I use VS2010 for C++ development, and I often end up doing work in some dll project and after everything compiles nicely I would like to try to run dummy data on some classes, but ofc the fact that it is a dll and not an exe with main makes that a no go. So is there a simple way to do what I want, or Im cursed till eternity to c/p parts of a big project into small testing one? Ofc changing the type of the project also works, but I would like to have some almost like iteractive shell way of testing functions.
I know this isn't a library or anything, but if you want to run the dll on windows simply without framing it into anything, or writing a script, you can use rundll32.exe within windows. It allows you to run any of the exported functions in the dll. The syntax should be similiar to:
rundll32.exe PathAndNameofDll,exportedFunctionName [ArgsToTheExportedFunction]
http://best-windows.vlaurie.com/rundll32.html -- is a good simple still relevant tutorial on how to use this binary.

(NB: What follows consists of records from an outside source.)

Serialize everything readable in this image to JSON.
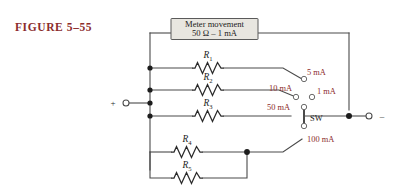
{
  "figure": {
    "label": "FIGURE 5–55"
  },
  "meter": {
    "title": "Meter movement",
    "rating": "50 Ω – 1 mA"
  },
  "resistors": [
    {
      "id": "R1",
      "name": "R",
      "sub": "1"
    },
    {
      "id": "R2",
      "name": "R",
      "sub": "2"
    },
    {
      "id": "R3",
      "name": "R",
      "sub": "3"
    },
    {
      "id": "R4",
      "name": "R",
      "sub": "4"
    },
    {
      "id": "R5",
      "name": "R",
      "sub": "5"
    }
  ],
  "switch": {
    "label": "SW",
    "ranges": [
      {
        "id": "range-1ma",
        "label": "1 mA"
      },
      {
        "id": "range-5ma",
        "label": "5 mA"
      },
      {
        "id": "range-10ma",
        "label": "10 mA"
      },
      {
        "id": "range-50ma",
        "label": "50 mA"
      },
      {
        "id": "range-100ma",
        "label": "100 mA"
      }
    ]
  },
  "terminals": {
    "positive": "+",
    "negative": "–"
  },
  "colors": {
    "accent_red": "#8c2d2d",
    "wire": "#4a4a4a",
    "component": "#2b2b2b",
    "box_fill": "#e8e6e0",
    "background": "#ffffff"
  }
}
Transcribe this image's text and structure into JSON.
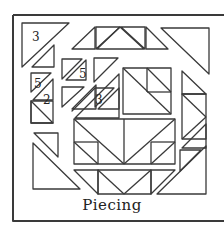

Its got some cool tricks in there that may surprise you.
If you are wondering about a 64-bit version, it has the same name (seriously microsoft?) check it out here: rundll32.exe equivalent for 64-bit DLLs
Furthermore, if you wanted to go low level, you could in theory utilize OllyDbg which comes with a DLL loader for running DLL's you want to debug (in assembly), which you can do the same type of stuff in (call exported functions and pass args) but the debugger is more for reverse engineering than code debugging.